What a relief, that for a month now, the BBC Proms have been back. Not only that, there has been an audience in the Royal Albert Hall, although, with the subdued lighting across the auditorium, you would hardly know. Aside from the stage, the hall is in darkness. Sir Simon Rattle evidently thought so too. Twice I saw him put a hand to his forehead as if to shield his eyes as he peered out into the abyss, to see if he could see anybody. His all Stravinsky concert, with the LSO, was magnificent. Fortunately, though invisible, the audience, ever attentive during the music, made its presence felt with applause and cheers. The Proms audience has always been appreciative, but never more so than now, as it has been starved of live music for nearly a year and a half.
A month ago today, on the first night, the BBC Singers and the BBC Symphony Orchestra performed Vaughan Williams’ setting of words from The Merchant of Venice, The Serenade to Music.
The man that hath no music in himself,
Nor is not moved with concord of sweet sounds,
Is fit for treasons, stratagems, and spoils.
The motions of his spirit are dull as night,
And his affections dark as Erebus.
Let no such man be trusted.
How true! And yet, perhaps somebody cursed with the blight of tone deafness might take me to task for such prejudice. Add to ageism, sexism, racism, homophobia, transphobia, snobbery, and xenophobia, the charge of “atonalism”. We might organise a Prom especially programmed for the harmonically challenged, in order to “level up”. A celebration of discord. Some might argue that contemporary classical music is precisely that.
I can’t remember the last time I heard a contemporary orchestral work that was greeted by the audience with enthusiasm. Usually the response is in the form of a polite smattering of applause. The world première becomes a world derrière. I can remember the last time I heard a contemporary work being greeted with catcalls and boos, and a shout of “Rubbish!”, and it was during a Prom in the Albert Hall. It was a work for percussion. Pleiades by Iannis Xenakis. I have to admit I whispered to my neighbour, “Life’s too short” and took myself off to the bar, not because of the discord, but because of the sheer volume.
Of course there are plenty of works, initially incomprehensible to the audience, which have become standard repertoire. Bach’s music was too complicated for his church congregation, Mozart’s too elaborate for the aristocracy (“Too may notes, Mozart!”), Beethoven wrote one of his string quartets “for a later age”, everybody thought Berlioz’ Symphonie Fantastique was just bonkers, Cesar Cui thought Rachmaninov’s First Symphony came from a conservatory in hell, and wrote a crit so damning it nearly sent Rachmaninov over the edge, there was a riot at the première of The Rite of Spring, and so on. Even Charles Ives’ Three Pieces in New England (Proms, August 8th), its middle movement a soundscape of shifting cacophony, has become mainstream repertoire. I love the atmosphere of the third piece, The Housatonic at Stockbridge. So you never can tell. Yet it would be good if somebody wrote tuneful music. I think it would be greatly appreciated. Yet, despite the fact that people hunger and thirst for a tune, composers and critics seem to have turned their noses up to the sound of melody, as if melody were banal and naïve. Malcolm Arnold, a great tunesmith despite being a troubled man, began to lose popularity in the 1960s precisely because he wrote melody. At least the Proms performed his fifth symphony on August 27th. A revelation.
Contemporary composers take themselves very seriously. “In my work Concatenations, I wanted to capture in sound the idea of a series of ideas bouncing off one another and causing reverberations that ripple to the horizon and return once again to re-interact with one another in a metamorphosed form and shape.” Give us a break. Rodgers and Hammerstein never had to explain Some Enchanted Evening like that. Ronald Reagan once remarked that if you have to explain yourself to the electorate, you’ve already lost.
(Don’t Google Concatenations. I just made that up.)
Still I try to keep an open mind. Maybe the next time I hear a première I will be blown off my feet. So I will return to the Royal Albert Hall full of buoyancy and hope.
Here will we sit, and let the sounds of music
Creep in our ears.
Talking of the sound of music, last night I greatly enjoyed, not the family von Trapp, but the equally numerous and prodigiously talented family Kanneh-Mason play Saint-Saëns’ Carnival of the Animals. The Swan was beautifully played. I heard Sheku Kanneh-Mason play the Elgar Cello Concerto a couple of years ago at the Edinburgh Festival. My neighbour in the Usher Hall whispered, “He’s not quite ready for it.” But I reckon he just meant that Sheku didn’t sound like Jacqueline du Pré. I thought he was magnificent. Like Kiki Dee, he has the music in him.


INSTRUCTIONS FOR THE TASK: Print exactly what appears from the line containing "find wine glass" through the final line of the data below, pictures excluded.

DATA PROVIDED:

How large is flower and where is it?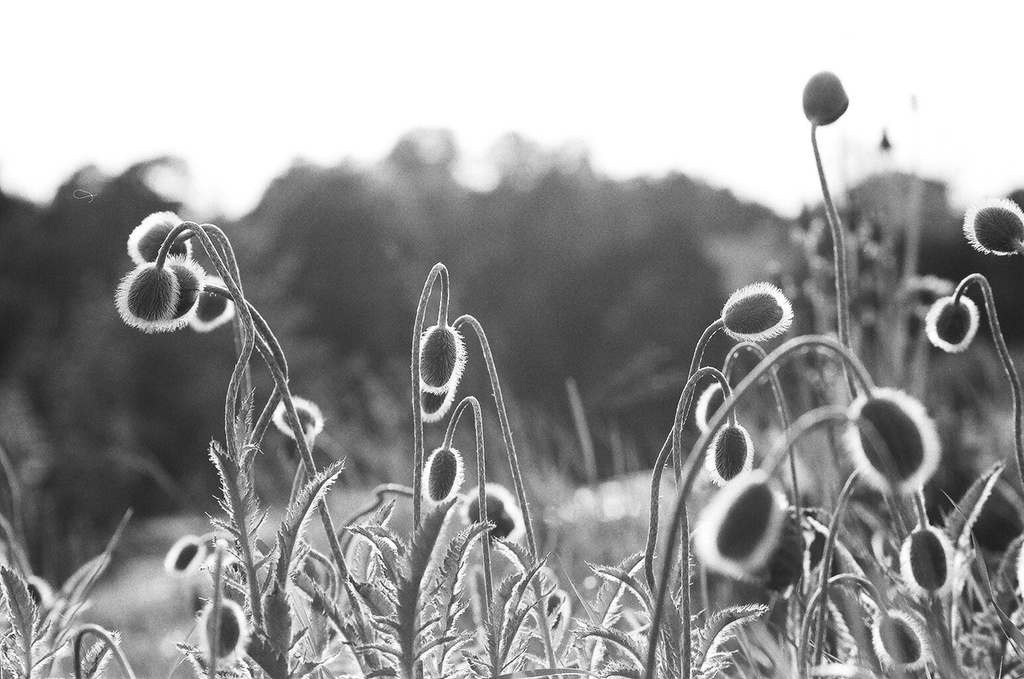
Bounding box: {"left": 179, "top": 271, "right": 237, "bottom": 330}.
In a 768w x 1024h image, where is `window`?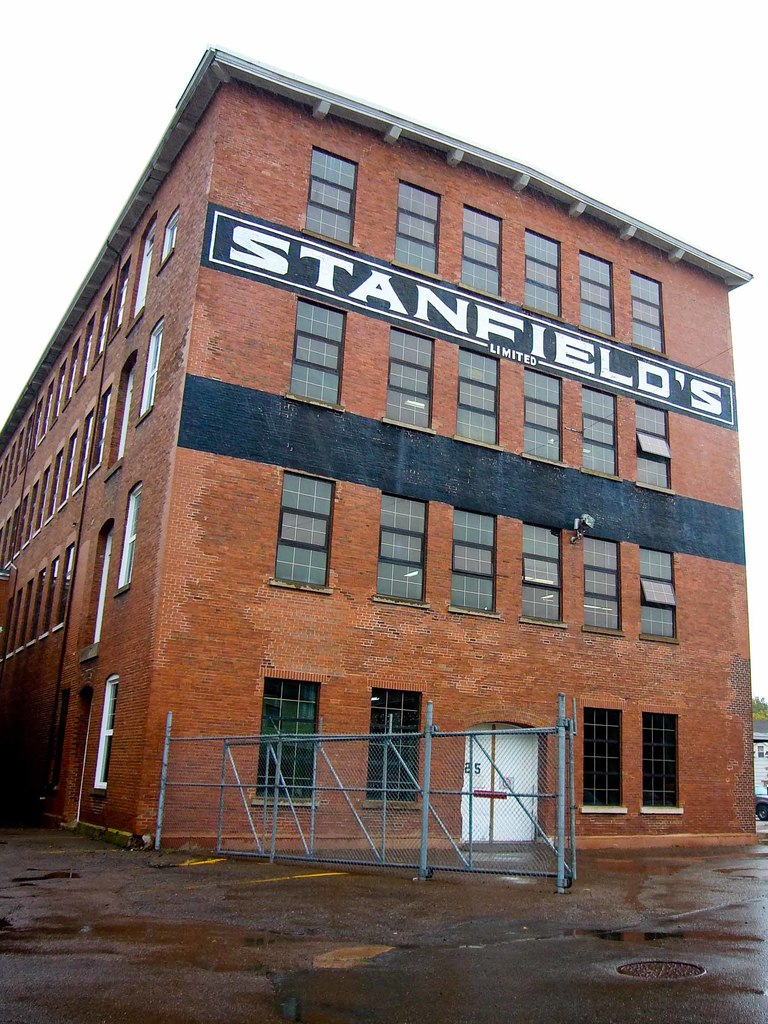
(left=518, top=521, right=568, bottom=631).
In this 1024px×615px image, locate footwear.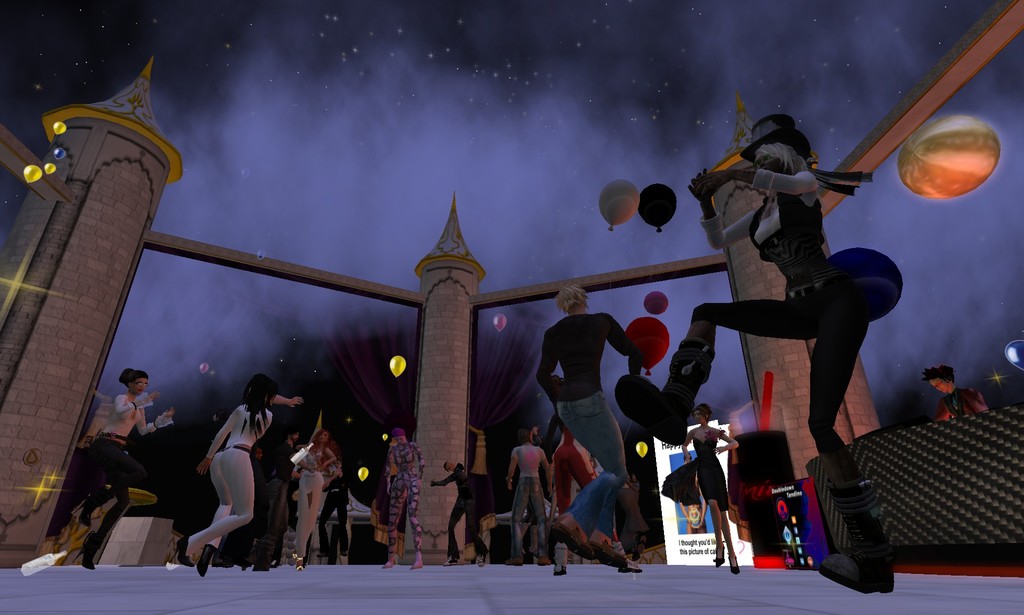
Bounding box: 196/544/209/577.
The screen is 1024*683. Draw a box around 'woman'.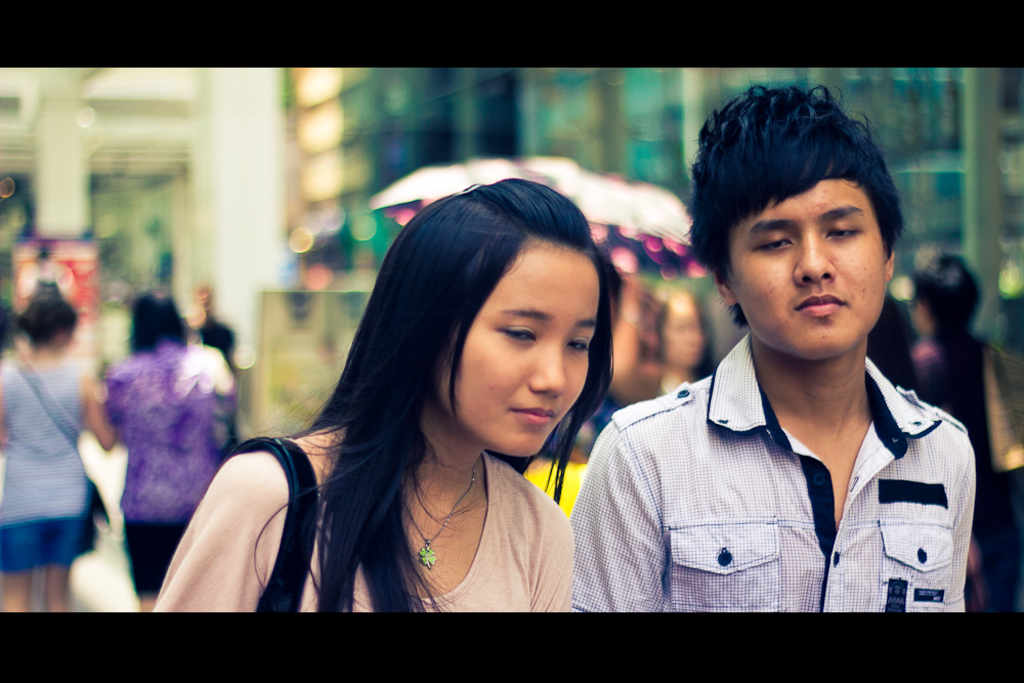
639/285/719/402.
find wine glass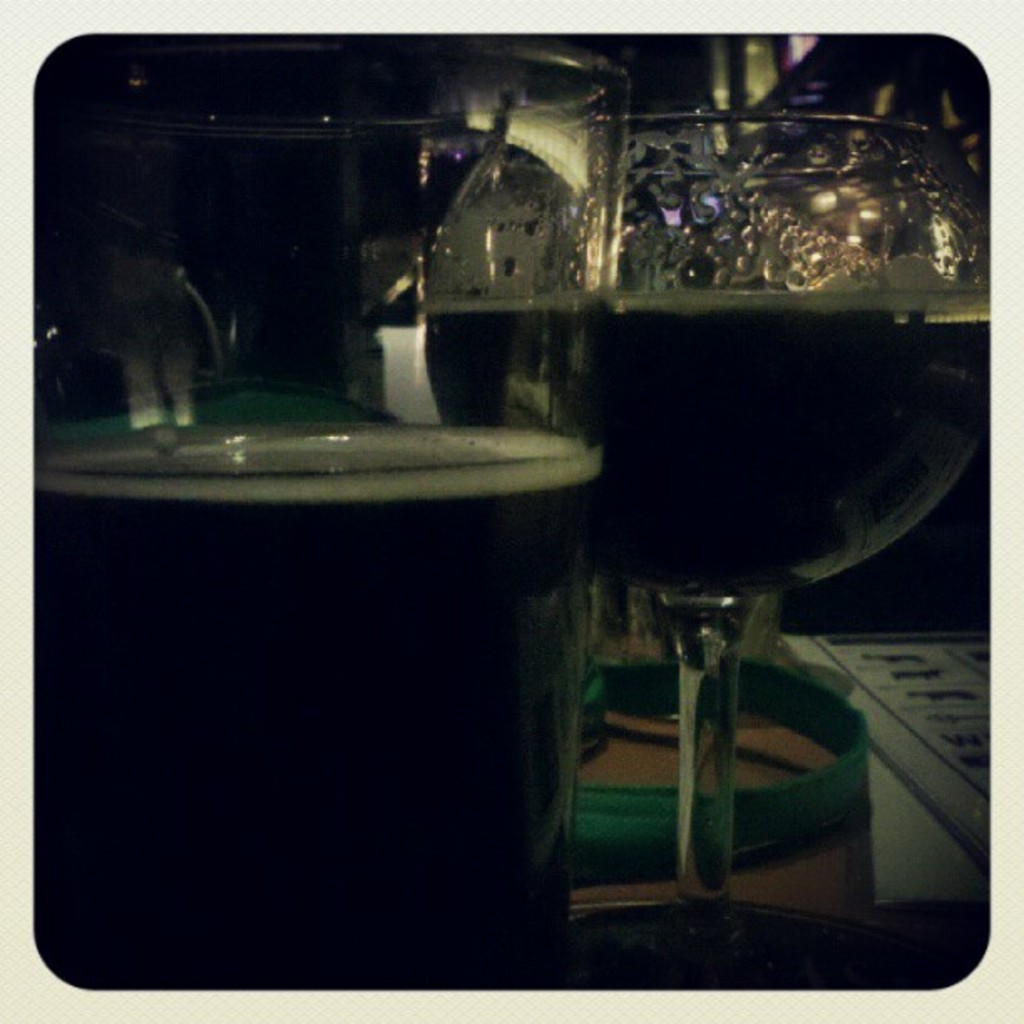
box=[422, 109, 987, 899]
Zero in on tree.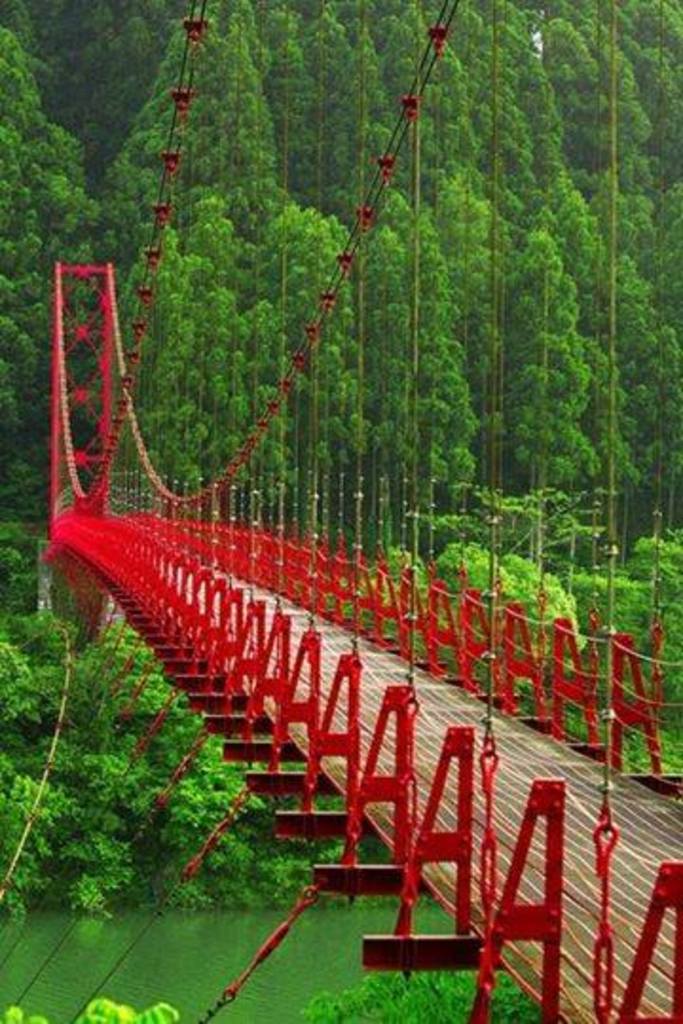
Zeroed in: (left=421, top=0, right=645, bottom=601).
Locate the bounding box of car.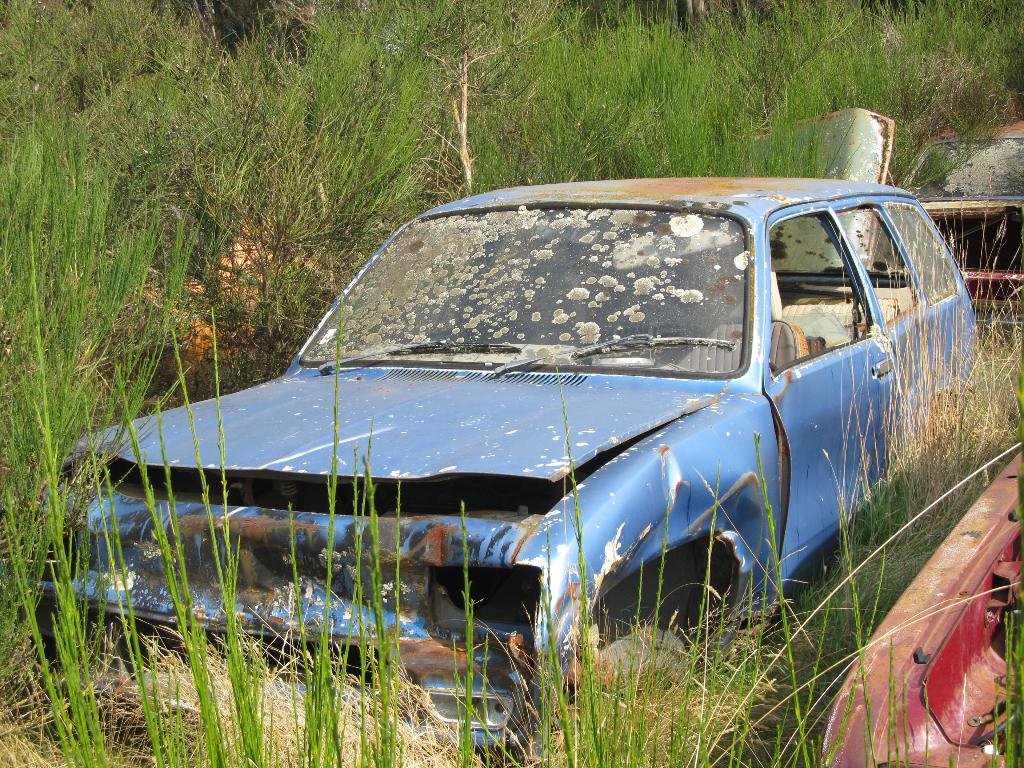
Bounding box: l=4, t=172, r=986, b=749.
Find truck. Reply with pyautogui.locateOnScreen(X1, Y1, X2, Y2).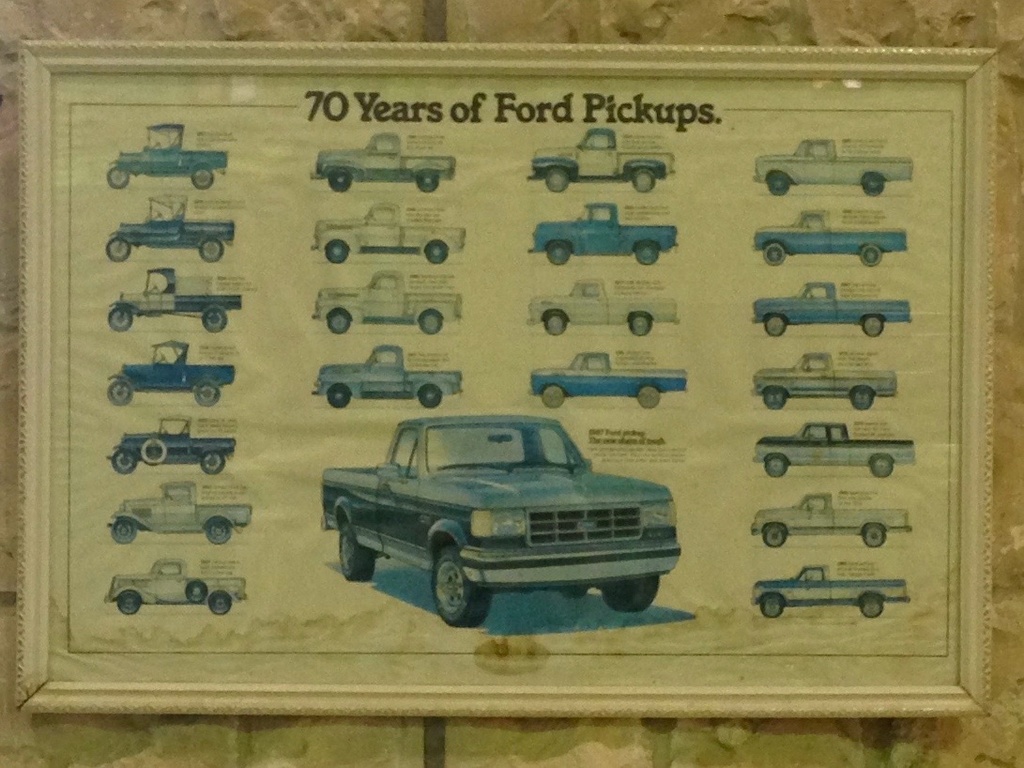
pyautogui.locateOnScreen(529, 199, 679, 264).
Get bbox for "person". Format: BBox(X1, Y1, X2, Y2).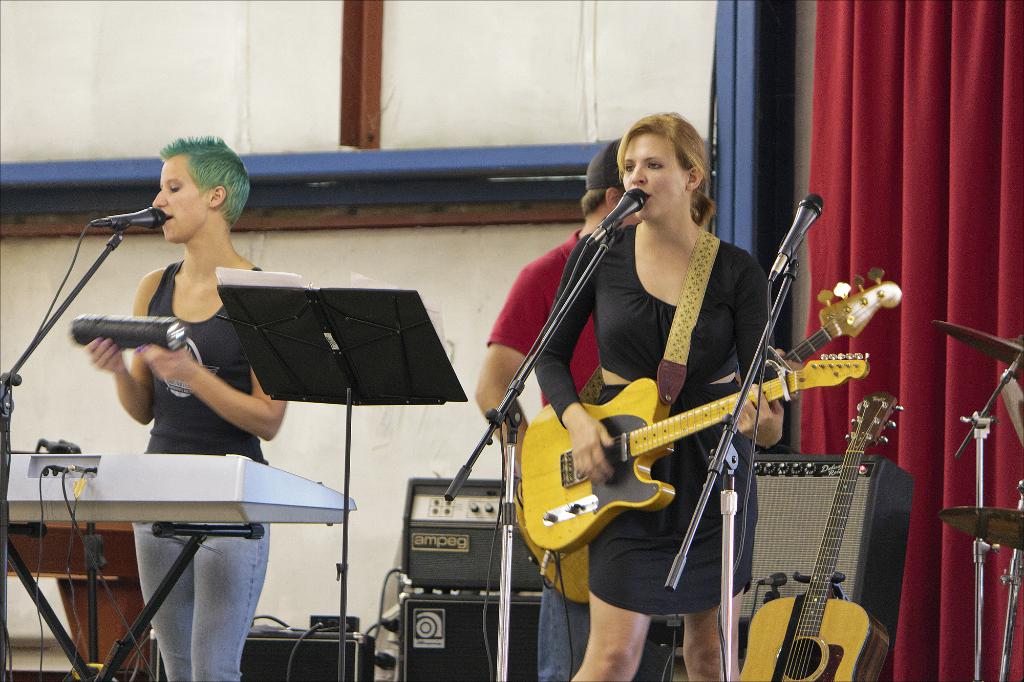
BBox(474, 139, 672, 681).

TASK ANSWER:
find wine glass
box=[422, 109, 987, 899]
Zero in on tree.
Zeroed in: (left=421, top=0, right=645, bottom=601).
Locate the bounding box of car.
Bounding box: l=4, t=172, r=986, b=749.
Find truck. Reply with pyautogui.locateOnScreen(X1, Y1, X2, Y2).
pyautogui.locateOnScreen(529, 199, 679, 264).
Get bbox for "person". Format: BBox(X1, Y1, X2, Y2).
BBox(474, 139, 672, 681).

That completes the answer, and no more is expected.